159 A.2d 628 | Conn. Super. Ct. | 1960
On April 1, 1932, the plaintiff was granted a decree of divorce from the defendant for intolerable cruelty. She was granted custody of the minor children of the parties and awarded alimony of $10 a week. On a motion dated September 18, 1936, alleging that the defendant owed to the plaintiff $1770 in arrears of alimony, the defendant was cited to appear to show cause why he should not be adjudged in contempt of court and the plaintiff "be granted such relief as is by statute in such case made and provided." By motion dated October 1, 1936, the defendant moved that the April 1, 1932, order concerning alimony be revoked. The file discloses no finding of contempt but that on October 8, 1936, an order was entered modifying the order as to alimony by reducing the weekly payments from $10 to $4.
Thereafter, so far as the evidence and records of the court disclose, there was nothing further done in the matter for twenty-three years until in November, 1959, the plaintiff filed a motion that the defendant be adjudged in contempt of court. No action of the court is sought except that the defendant "be adjudged in contempt of court, and he be punished therefor." The motion as originally filed alleges the April, 1932, order of $10 a week, makes no reference to the 1936 modification, alleges that the defendant has never made payment of the $10 weekly alimony and that the present arrears total $14,360. *49
At the time of hearing, an amendment to the motion was filed which alleges the 1936 modification and a corrected alleged arrearage of $6586. No additional or other petition for relief was filed. The sole action sought from the court remains the petition that the court find the defendant in contempt of court and punish him therefor.
There is no doubt that the defendant has not paid the instalments of alimony for something like twenty years, nor has the plaintiff made any demand for payment during that period. The defendant does not recall ever paying any $10 instalment but did pay some $4 instalments until, sometime after 1936, he learned that the plaintiff had given birth to a child by another man, at which time he stopped payments. He has, with the passage of the years, lost all of his records and receipts except for two payments made in January, 1939. According to the plaintiff, the defendant has never paid any of the instalments of alimony for the past twenty-seven years.
A claim of the defendant should be noted briefly. It is that the conduct of the plaintiff with one James DeMilo, subsequent to the divorce, which conduct resulted in the birth of a child in March, 1934, established a common-law marriage between the plaintiff and DeMilo under the law of New York where they resided. It is true that the subsequent remarriage of a divorced woman gives rise to an inference of abandonment of her right to alimony. See Cary
v. Cary,
The issue on the present motion is, therefore, a very narrow one. The plaintiff seeks no relief except a finding that the defendant is in contempt of court and that he be punished. The defendant seeks no modification of the 1932 order as modified in 1936. Under the circumstances, should the court make a finding of contempt and punish the defendant?
The power of the court to enforce its decree for alimony by proceedings in contempt cannot be doubted. Since the case of Lyon v. Lyon,
Also, the conduct of the plaintiff resulting in the birth of a child by another man subsequent to the divorce is not without significance in the case. It is true that "at least apart from unusual circumstances, the great weight of authority holds that, in the case of an absolute divorce, misconduct of a wife after the decree is granted is no ground for depriving her of alimony which has been awarded her, and this conclusion is most commonly put upon the ground that after the divorce she no longer is in any way responsible to her former husband for her conduct."Christiano v. Christiano,
The court would prefer to adjudicate fully the several unsettled issues arising out of the circumstances disclosed by this motion but must confine itself to the issue raised by the limited pleadings filed. On that single issue, it appears that the defendant has failed to comply with an order of this court but under such circumstances that the court is constrained to withhold any substantial punishment.
Accordingly, the defendant is found to be in contempt of court for his failure to the date of the hearing on this motion to comply with the decree of the court concerning alimony payments to the plaintiff, and for that failure he is censured. No other or additional penalty is imposed.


:: Try it ::
Please output the lines from the one with "Describe the element" through the end of the data exactly as written, omitting all pictures.

(Exercise data begins)

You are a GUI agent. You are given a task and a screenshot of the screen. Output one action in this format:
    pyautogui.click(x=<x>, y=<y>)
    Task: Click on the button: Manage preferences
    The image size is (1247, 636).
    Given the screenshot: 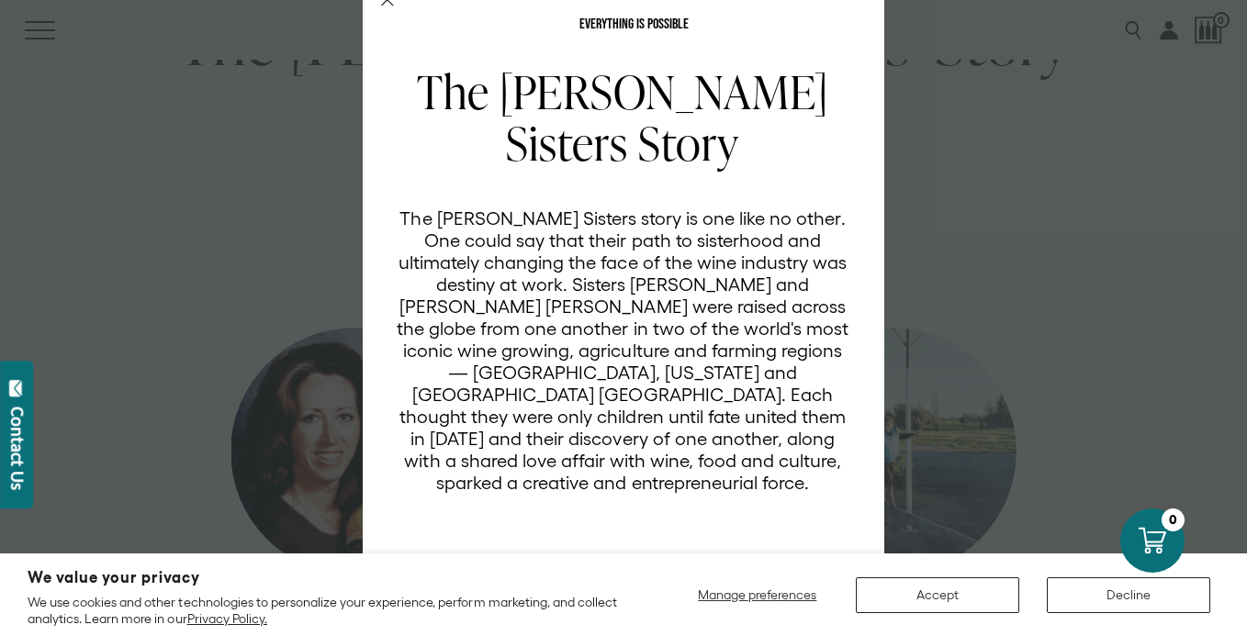 What is the action you would take?
    pyautogui.click(x=758, y=595)
    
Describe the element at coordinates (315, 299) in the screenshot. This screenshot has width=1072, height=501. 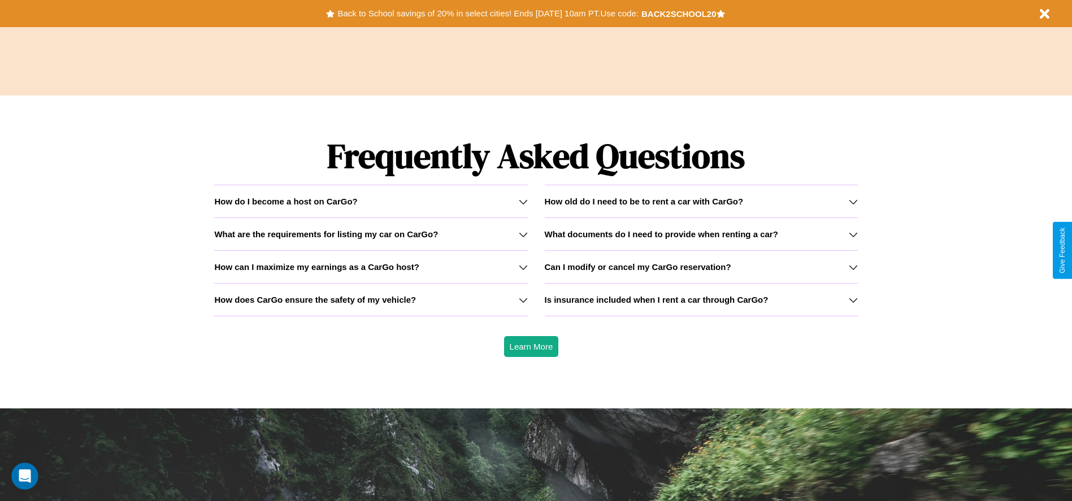
I see `h3: How does CarGo ensure the safety of my vehicle?` at that location.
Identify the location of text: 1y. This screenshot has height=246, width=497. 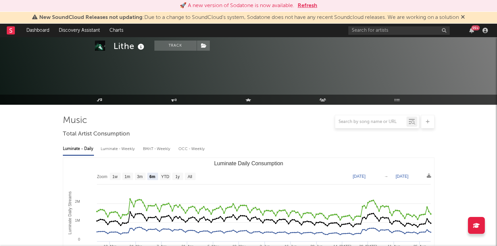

(Exercise data ends)

:: Solution below ::
Describe the element at coordinates (315, 299) in the screenshot. This screenshot has width=1072, height=501. 
I see `h3: How does CarGo ensure the safety of my vehicle?` at that location.
Identify the location of text: 1y. This screenshot has height=246, width=497. 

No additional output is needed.